Ascend Elements and a South Korea-based partner, SK ecoplant, and its recycling subsidiary, TES, plan to build a $65 million lithium-ion battery recycling facility in Hopkinsville that will disassemble and shred approximately 56,000 electric batteries a year, Ascend said Tuesday in a press release.
The 100,000-square-foot plant will create about 60 jobs. Construction is slated to start in December and be completed in January 2025, the release states.
It will be located near Ascend Elements Apex I — the facility currently under construction in Commerce Park II, an estimated $1 billion project that will manufacture cathode active material for the EV battery industry.
The release does not specific exactly where the Ascend-SK ecoplant facility will be located. Carter Hendricks, executive director of the South Western Kentucky Economic Development Council, told Hoptown Chronicle that the site has not been finalized.
SK ecoplant will be the majority owner with a 64% share. Ascend will own 25% and TES will own 11%.
“This is just the beginning of an entirely new industry in the United States,” Ascend CEO Mike O’Kronley said in the release. “For every new EV battery gigafactory that is built, we will need to build a new battery recycling facility to process manufacturing scrap and end-of-life batteries. This is a capital intensive endeavor, so joint ventures between strategically aligned partners is an ideal way to fund new infrastructure projects.”

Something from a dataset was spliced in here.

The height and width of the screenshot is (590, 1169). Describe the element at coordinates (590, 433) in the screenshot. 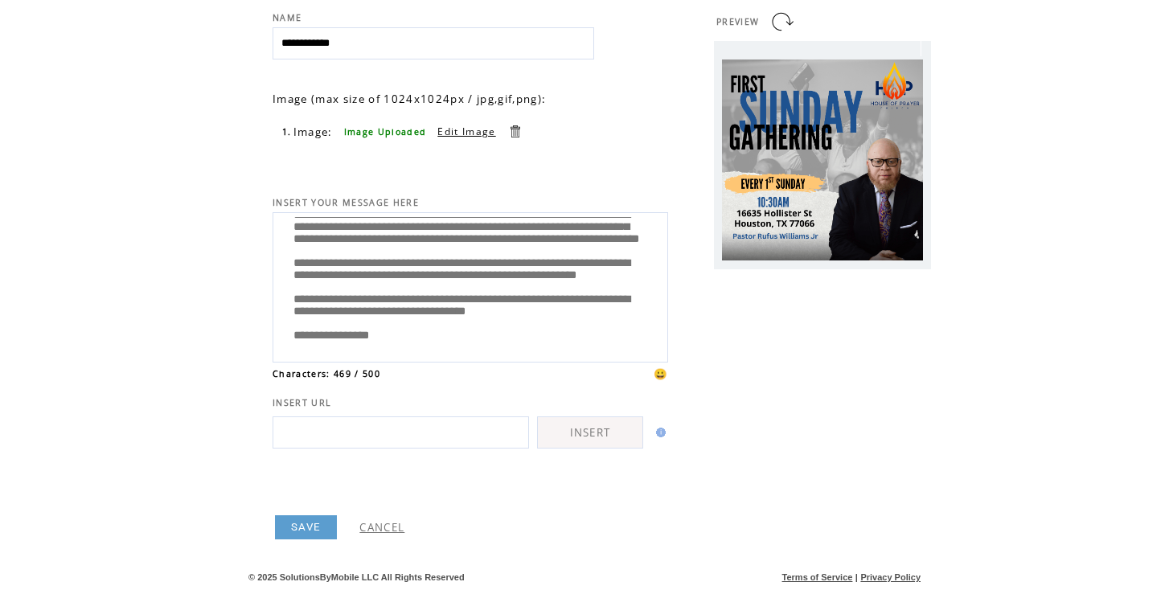

I see `a: INSERT` at that location.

The Ascend-SK facility will produce 12,000 metric tons of black mass a year in the process of shredding EV batteries.
“Black mass is a fine powder that contains the valuable cathode and anode materials inside an electric vehicle battery,” the release states. “The black mass produced at the new SK ecoplant/Ascend Elements facility will help supply Ascend Elements’ nearby Apex 1 engineered battery materials facility …”
The Ascend Elements Apex I facility is expected to be operational in 2024.
Jennifer P. Brown is co-founder, publisher and editor of Hoptown Chronicle. You can reach her at editor@hoptownchronicle.org. Brown was a reporter and editor at the Kentucky New Era, where she worked for 30 years. She is a co-chair of the national advisory board to the Institute for Rural Journalism and Community Issues, governing board past president for the Kentucky Historical Society, and co-founder of the Kentucky Open Government Coalition. She serves on the Hopkinsville History Foundation's board.